Spirituality and Subsidiarity


We live in a world that is characterized by extremes of wealth and poverty. Warren Buffett, Carlos Slim Helu, and Bill Gates are the world’s top three billionaires, but the world’s bottom three billion people live on less than two dollars a day. While most of us aren’t as rich as the three billionaires, we’re not as poor as the three billion either. We’re somewhere in between.
 
Over the next few days, I would like to examine the extremes of wealth and poverty from a biblical perspective. Specifically, I would like to outline for you what the Book of Proverbs teaches about wealth and poverty. We will examine the various causes of wealth and poverty, focusing specifically on the role of moral and immoral behaviors. We will take a look at the awful reality of injustice and oppression as causes of poverty, and we will see how God’s judgment affects the unjust. We will study the duty of generosity toward the poor, and how God rewards the generous. And we will see that while wealth has real – though limited – value, there are other, more valuable things than money.
 
Today, however, I want to talk about two key biblical principles: spirituality and solidarity.
 
The first biblical principle is spirituality. A relationship with God is paramount, more important that either wealth or poverty. In fact, wealth and poverty present unique temptations that try to draw us away from God.
 
Two things I ask of you, O Lord;
do not refuse me before I die:
Keep falsehood and lies far from me;
give me neither poverty nor riches,
but give me only my daily bread.
Otherwise, I may have too much and disown you
and say, “Who is the Lord?”
Or I may become poor and steal,
and so dishonor the name of my God (30:7-9).
 
Too much wealth makes us forget God. Too little makes us forget God’s commandments.
 
The second biblical principle is solidarity, which means that we – both rich and poor – have more in common than in difference, that our fates are inextricably linked, and that therefore we should help one another.
 
Two proverbs point out the solidarity of the rich and the poor:
 
Rich and poor have this in common:
The Lord is the Maker of them all (22:2).
 
The poor man and the oppressor have this in common:
The Lord gives sight to the eyes of both (29:13).
 
When we look at rich people and poor people, we notice the differences. The former are clothed, the latter are naked. The former are obese, the latter are starving. The former are healthy, the latter are sick. We could go on endlessly about our respective material differences. But what holds us together is God, who creates us both and gives us whatever blessings we enjoy. We like to think in terms of us (the rich, developed world) and them (the poor, developing world). In reality, there’s no them. There’s only us. We all are God’s children.
 
The biblical principles of spirituality and subsidiarity unite us with God and neighbor. And isn’t that union – love of God and love for neighbor as self – the essence of biblical teaching (Matt. 22:37-40)?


**WHAT TO PRODUCE:**
Restate the full listing word for word and leave the pictures out.
────────
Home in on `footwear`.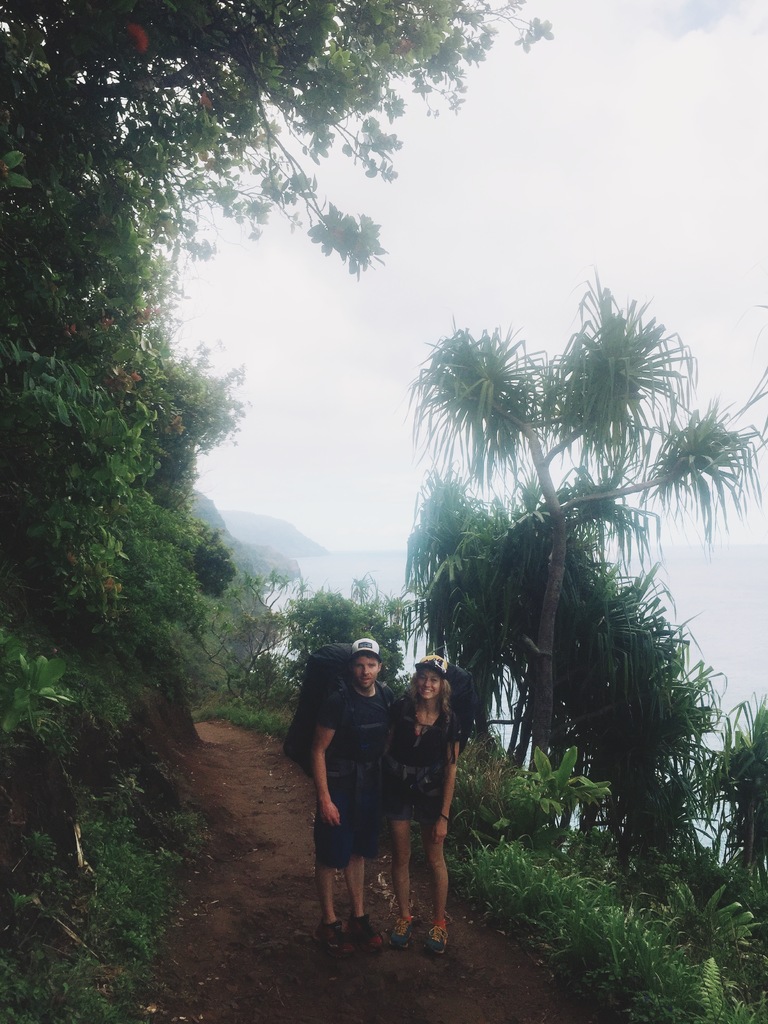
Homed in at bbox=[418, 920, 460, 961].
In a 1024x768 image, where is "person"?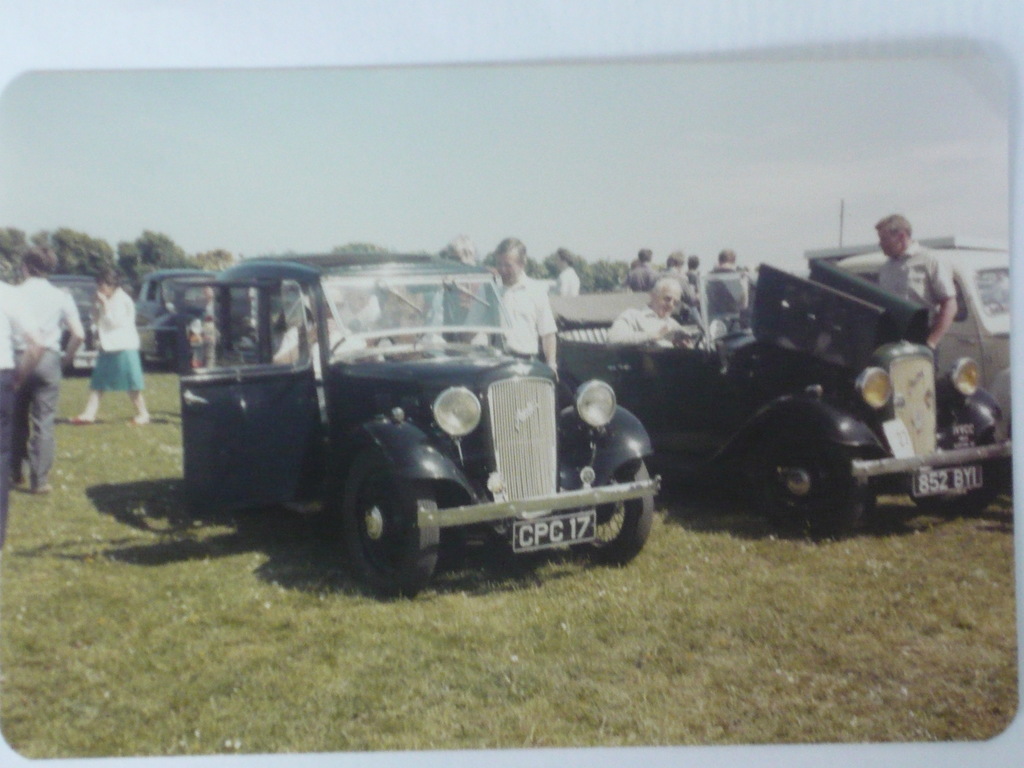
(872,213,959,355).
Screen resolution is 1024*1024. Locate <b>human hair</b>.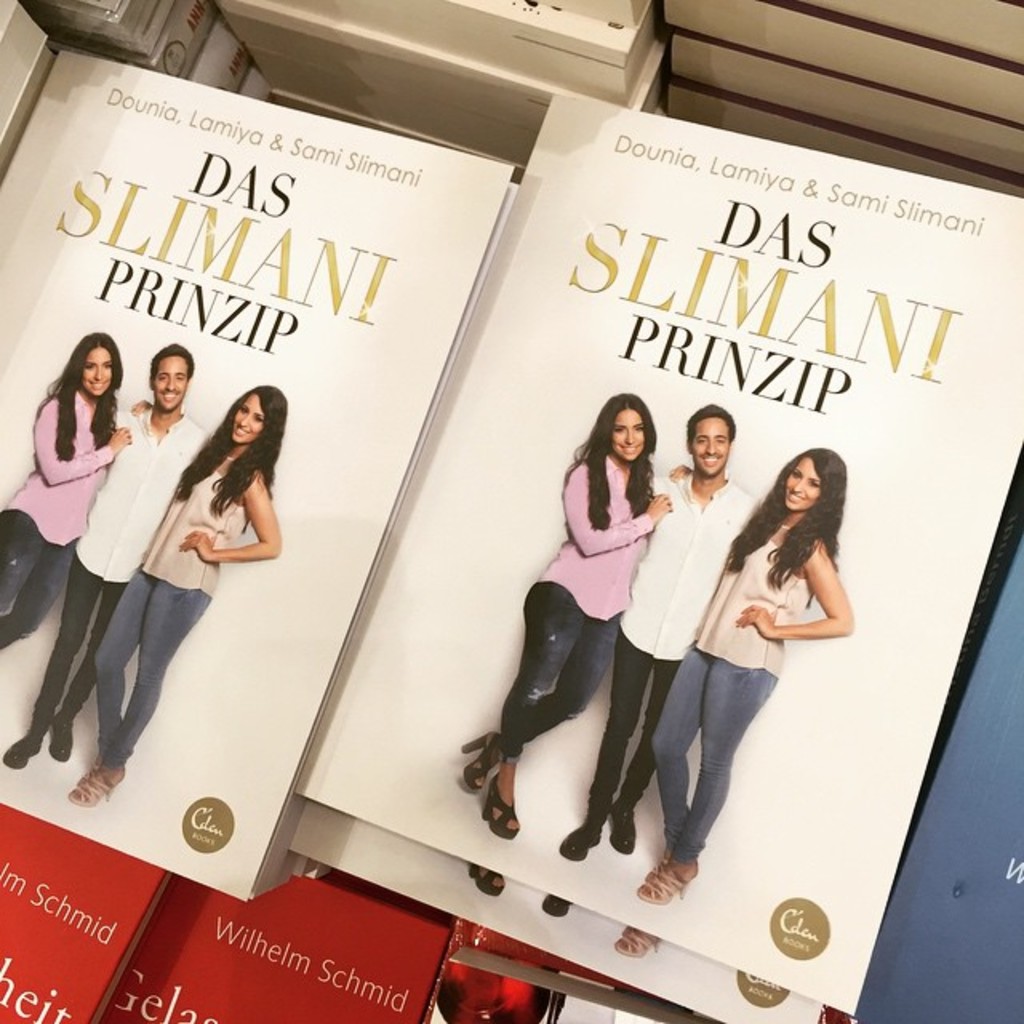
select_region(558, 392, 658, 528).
────────
**SOLUTION FOR THIS TASK:**
Home in on `footwear`.
Homed in at bbox=[418, 920, 460, 961].
In a 1024x768 image, where is "person"?
(872,213,959,355).
Screen resolution is 1024*1024. Locate <b>human hair</b>.
select_region(558, 392, 658, 528).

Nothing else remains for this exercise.